James Brazofsky, an investigator with the Bergen County Prosecutor's Office, testified that Tung told detectives who went to his Upper East Side home that he didn't leave Manhattan that night, NorthJersey.com reports.

Tung admitted that he'd visited Cantor' s home, seen the bedroom where his ex-wife, Sophie Menuet, and Cantor made love, and asked Cantor to do the right thing and stop seeing her, the detective told jurors.

Tung also admitted putting spyware on his wife’s computer and reading emails between the two for several months, the NorthJersey.com story said Brazofsky testified.

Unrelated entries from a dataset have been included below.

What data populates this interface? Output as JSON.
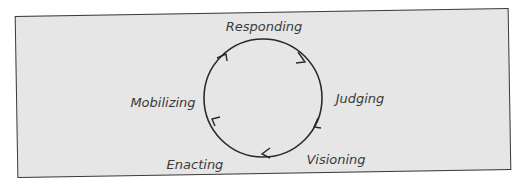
{
  "diagram": {
    "type": "cycle",
    "stages": [
      {
        "label": "Responding",
        "x": 264,
        "y": 31
      },
      {
        "label": "Judging",
        "x": 360,
        "y": 103
      },
      {
        "label": "Visioning",
        "x": 336,
        "y": 164
      },
      {
        "label": "Enacting",
        "x": 195,
        "y": 169
      },
      {
        "label": "Mobilizing",
        "x": 163,
        "y": 107
      }
    ],
    "flow_direction": "clockwise",
    "colors": {
      "background": "#e6e6e6",
      "stroke": "#2a2a2a",
      "text": "#3a3a3a"
    }
  }
}
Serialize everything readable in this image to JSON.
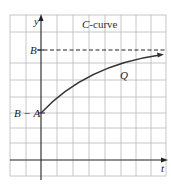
{
  "diagram": {
    "title_italic": "C",
    "title_rest": "-curve",
    "axis_labels": {
      "y": "y",
      "x": "t"
    },
    "levels": [
      {
        "label": "B",
        "description": "asymptote (dashed)"
      },
      {
        "label": "B − A",
        "description": "initial value"
      }
    ],
    "curve_label": "Q",
    "colors": {
      "grid": "#b8b8b8",
      "axis": "#222222",
      "curve": "#333333"
    }
  }
}
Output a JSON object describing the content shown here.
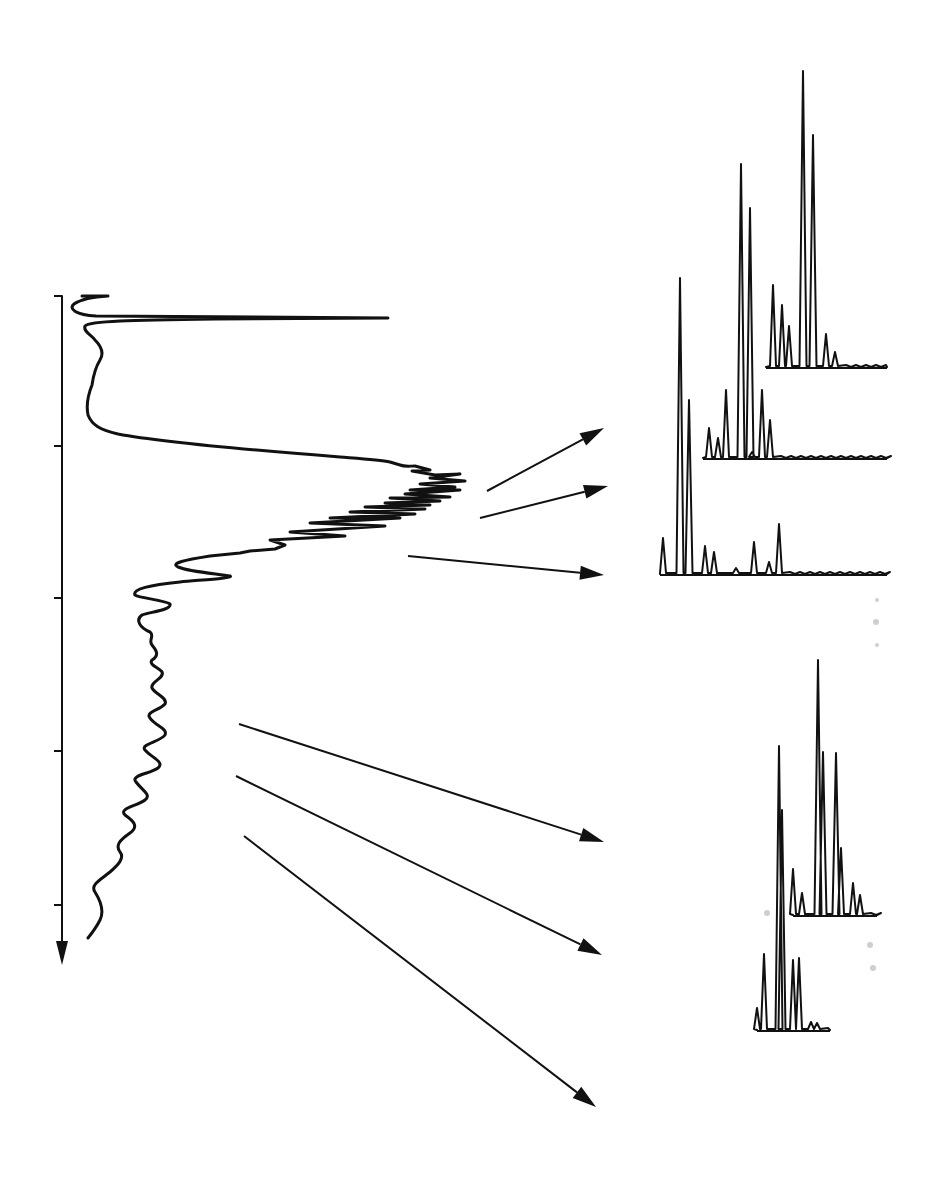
{
  "figure": {
    "colors": {
      "ink": "#111111",
      "background": "#ffffff",
      "smudge": "#cfcfcf"
    }
  },
  "axis": {
    "orientation": "vertical-down",
    "x": 62,
    "y_start": 296,
    "y_end": 965,
    "ticks_y": [
      296,
      446,
      598,
      751,
      905
    ],
    "tick_labels": []
  },
  "chromatogram": {
    "solvent_peak_y": 318,
    "solvent_peak_max_x": 388,
    "region_dense_peaks": [
      455,
      540
    ],
    "region_late_peaks": [
      650,
      935
    ]
  },
  "arrows": [
    {
      "from": [
        487,
        491
      ],
      "to": [
        604,
        428
      ],
      "target": "spectrum-top-1"
    },
    {
      "from": [
        480,
        518
      ],
      "to": [
        608,
        486
      ],
      "target": "spectrum-top-2"
    },
    {
      "from": [
        408,
        556
      ],
      "to": [
        604,
        575
      ],
      "target": "spectrum-top-3"
    },
    {
      "from": [
        239,
        724
      ],
      "to": [
        604,
        842
      ],
      "target": "spectrum-bottom-1"
    },
    {
      "from": [
        236,
        776
      ],
      "to": [
        602,
        955
      ],
      "target": "spectrum-bottom-2"
    },
    {
      "from": [
        244,
        836
      ],
      "to": [
        596,
        1107
      ],
      "target": "spectrum-bottom-3"
    }
  ],
  "spectra": [
    {
      "id": "spectrum-top-1",
      "baseline_y": 367,
      "x_start": 766,
      "x_end": 887,
      "peaks": [
        {
          "x": 773,
          "h": 82
        },
        {
          "x": 782,
          "h": 62
        },
        {
          "x": 789,
          "h": 41
        },
        {
          "x": 803,
          "h": 296
        },
        {
          "x": 813,
          "h": 232
        },
        {
          "x": 826,
          "h": 33
        },
        {
          "x": 835,
          "h": 15
        }
      ]
    },
    {
      "id": "spectrum-top-2",
      "baseline_y": 458,
      "x_start": 703,
      "x_end": 887,
      "peaks": [
        {
          "x": 709,
          "h": 30
        },
        {
          "x": 718,
          "h": 20
        },
        {
          "x": 726,
          "h": 68
        },
        {
          "x": 741,
          "h": 294
        },
        {
          "x": 750,
          "h": 250
        },
        {
          "x": 752,
          "h": 6
        },
        {
          "x": 762,
          "h": 68
        },
        {
          "x": 770,
          "h": 38
        }
      ]
    },
    {
      "id": "spectrum-top-3",
      "baseline_y": 574,
      "x_start": 660,
      "x_end": 887,
      "peaks": [
        {
          "x": 663,
          "h": 36
        },
        {
          "x": 680,
          "h": 296
        },
        {
          "x": 689,
          "h": 174
        },
        {
          "x": 705,
          "h": 28
        },
        {
          "x": 714,
          "h": 22
        },
        {
          "x": 736,
          "h": 6
        },
        {
          "x": 754,
          "h": 32
        },
        {
          "x": 769,
          "h": 12
        },
        {
          "x": 779,
          "h": 50
        }
      ]
    },
    {
      "id": "spectrum-bottom-1",
      "baseline_y": 915,
      "x_start": 793,
      "x_end": 877,
      "peaks": [
        {
          "x": 793,
          "h": 46
        },
        {
          "x": 802,
          "h": 22
        },
        {
          "x": 818,
          "h": 255
        },
        {
          "x": 823,
          "h": 163
        },
        {
          "x": 836,
          "h": 162
        },
        {
          "x": 841,
          "h": 67
        },
        {
          "x": 853,
          "h": 32
        },
        {
          "x": 860,
          "h": 20
        }
      ]
    },
    {
      "id": "spectrum-bottom-2",
      "baseline_y": 1030,
      "x_start": 757,
      "x_end": 830,
      "peaks": [
        {
          "x": 757,
          "h": 22
        },
        {
          "x": 764,
          "h": 76
        },
        {
          "x": 779,
          "h": 284
        },
        {
          "x": 782,
          "h": 220
        },
        {
          "x": 793,
          "h": 70
        },
        {
          "x": 799,
          "h": 72
        },
        {
          "x": 811,
          "h": 8
        },
        {
          "x": 817,
          "h": 7
        }
      ]
    }
  ]
}
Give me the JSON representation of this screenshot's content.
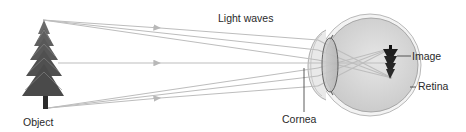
{
  "diagram": {
    "labels": {
      "light_waves": "Light waves",
      "object": "Object",
      "cornea": "Cornea",
      "image": "Image",
      "retina": "Retina"
    },
    "colors": {
      "ray": "#bdbdbd",
      "eye_fill": "#d6d6d6",
      "eye_outline": "#9a9a9a",
      "lens_fill": "#c4c4c4",
      "tree": "#555555",
      "image_tree": "#1e1e1e",
      "text": "#2a2a2a",
      "leader": "#333333"
    },
    "components": [
      "object-tree",
      "light-rays",
      "cornea",
      "lens",
      "eyeball",
      "retina",
      "inverted-image"
    ]
  }
}
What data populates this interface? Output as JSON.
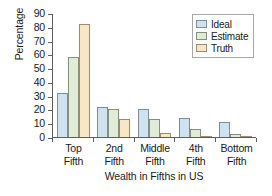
{
  "chart_data": {
    "type": "bar",
    "title": "",
    "xlabel": "Wealth in Fifths in US",
    "ylabel": "Percentage",
    "ylim": [
      0,
      90
    ],
    "yticks": [
      0,
      10,
      20,
      30,
      40,
      50,
      60,
      70,
      80,
      90
    ],
    "grid": false,
    "legend_position": "top-right",
    "categories": [
      "Top Fifth",
      "2nd Fifth",
      "Middle Fifth",
      "4th Fifth",
      "Bottom Fifth"
    ],
    "category_lines": [
      [
        "Top",
        "Fifth"
      ],
      [
        "2nd",
        "Fifth"
      ],
      [
        "Middle",
        "Fifth"
      ],
      [
        "4th",
        "Fifth"
      ],
      [
        "Bottom",
        "Fifth"
      ]
    ],
    "series": [
      {
        "name": "Ideal",
        "color": "#cfe2f0",
        "values": [
          32,
          22,
          20,
          14,
          11
        ]
      },
      {
        "name": "Estimate",
        "color": "#e0ecd8",
        "values": [
          58,
          20,
          13,
          6,
          2
        ]
      },
      {
        "name": "Truth",
        "color": "#f7e7c4",
        "values": [
          82,
          13,
          3,
          0.3,
          0.1
        ]
      }
    ]
  }
}
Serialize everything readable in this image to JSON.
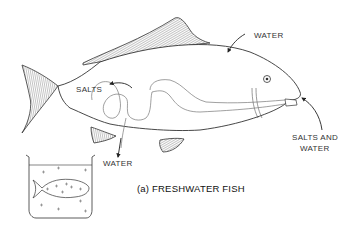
{
  "diagram": {
    "labels": {
      "water_in": "WATER",
      "salts_out": "SALTS",
      "water_out": "WATER",
      "salts_and_water_line1": "SALTS AND",
      "salts_and_water_line2": "WATER"
    },
    "caption": "(a) FRESHWATER FISH",
    "colors": {
      "line": "#333333",
      "fin_hatch": "#555555",
      "background": "#ffffff"
    }
  }
}
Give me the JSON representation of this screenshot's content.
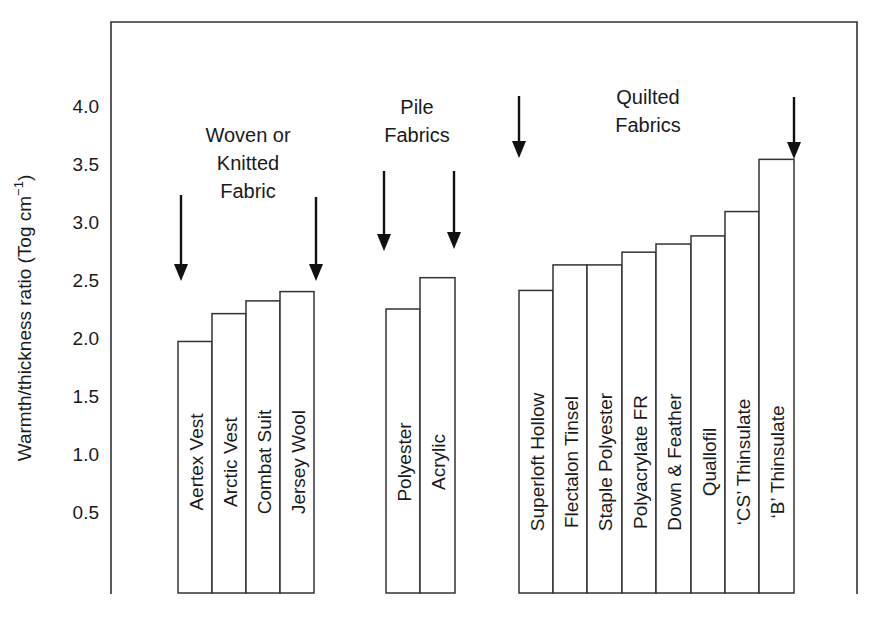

Tung also admitted once owning a handgun, which he had surrendered to police “about a decade” earlier, and to borrowing another gun for a brief time -- but not owning any weapons at the time of the murder or since, NorthJersey.com reported Brazofsky testifiying.

Defense attorney Robert Kalisch insisted that Tung, 52, is “the only suspect who was ever investigated” for the crime, despite no evidence that places him in New Jersey -- let alone Teaneck -- the night of the March 6, 2011 slaying.

In its fourth week, the trial has featured testimony of some of Cantor’s neighbors, his ex-wife, Menuet and police investigators.

Cantor was killed three days after Meneut served Tung with divorce papers, Senior Assistant Bergen County Prosecutor Mello told jurors during opening arguments. Earlier that night, he said, she and Cantor had gone to a museum with one of her and Tung's three daughters.